EPICS History

Community service agencies face a future in which they must take advantage of technology to improve, coordinate, account for, and deliver the services they provide. They need the help of people with strong technical backgrounds. Undergraduate students face a future in which they will need more than solid expertise in their discipline to succeed. They will be expected to work with people of many different backgrounds to identify and achieve goals. They need educational experiences that can help them broaden their skills.

The challenge is to bring these two groups together in a mutually beneficial way. In response to this challenge, Purdue University created EPICS: Engineering Projects In Community Service. The end result? Benefits to the students and to the community!!

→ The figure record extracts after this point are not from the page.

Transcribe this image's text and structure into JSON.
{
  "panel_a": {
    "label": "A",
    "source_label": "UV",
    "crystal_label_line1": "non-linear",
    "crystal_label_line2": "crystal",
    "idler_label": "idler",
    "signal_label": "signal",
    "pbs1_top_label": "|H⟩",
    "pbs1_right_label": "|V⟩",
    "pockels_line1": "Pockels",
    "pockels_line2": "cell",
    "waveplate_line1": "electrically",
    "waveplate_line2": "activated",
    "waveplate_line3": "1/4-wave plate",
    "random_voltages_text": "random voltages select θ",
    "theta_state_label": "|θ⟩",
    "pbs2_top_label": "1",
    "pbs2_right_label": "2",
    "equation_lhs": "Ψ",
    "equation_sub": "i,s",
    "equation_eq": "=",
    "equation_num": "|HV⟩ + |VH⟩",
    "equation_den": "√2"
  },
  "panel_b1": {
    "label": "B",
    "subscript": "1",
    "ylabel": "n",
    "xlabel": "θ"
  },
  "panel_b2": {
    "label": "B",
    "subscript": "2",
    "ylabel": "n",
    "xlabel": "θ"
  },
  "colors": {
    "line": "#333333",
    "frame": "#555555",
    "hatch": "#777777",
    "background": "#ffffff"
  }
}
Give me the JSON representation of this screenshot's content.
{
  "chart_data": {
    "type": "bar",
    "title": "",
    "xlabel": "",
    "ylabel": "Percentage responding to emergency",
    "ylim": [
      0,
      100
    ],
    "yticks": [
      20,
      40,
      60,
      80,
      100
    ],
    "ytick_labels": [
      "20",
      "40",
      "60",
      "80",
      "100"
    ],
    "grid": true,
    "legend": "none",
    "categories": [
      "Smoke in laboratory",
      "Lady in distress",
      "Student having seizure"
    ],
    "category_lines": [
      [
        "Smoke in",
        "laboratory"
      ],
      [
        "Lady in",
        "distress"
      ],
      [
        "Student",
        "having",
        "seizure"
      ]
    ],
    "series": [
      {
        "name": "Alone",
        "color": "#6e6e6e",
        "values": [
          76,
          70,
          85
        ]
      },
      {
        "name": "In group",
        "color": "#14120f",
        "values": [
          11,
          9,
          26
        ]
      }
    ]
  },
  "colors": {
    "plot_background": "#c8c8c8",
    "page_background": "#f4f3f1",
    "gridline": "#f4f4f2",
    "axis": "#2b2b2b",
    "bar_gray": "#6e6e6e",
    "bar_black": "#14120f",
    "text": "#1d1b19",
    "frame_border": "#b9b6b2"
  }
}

EPICS was founded at Purdue in 2005 and introduced at Princeton University in Fall 2006 by co-founder Professor Ed Coyle *82.  EPICS is a unique program in which teams of undergraduates are designing, building, and deploying real systems to solve engineering-based problems for local community service and education organizations.  At Princeton, the Keller Center partners with Program for Community-Engaged Scholarship (ProCES) to provide students with this hands-on multi-disciplinary learning experience.

The EPICS Time Team is engaged in a number of projects throughout the academic year and students have the opportunity to select the one that best fits their interests. The buttons below showcase the work of EPICS teams from past years.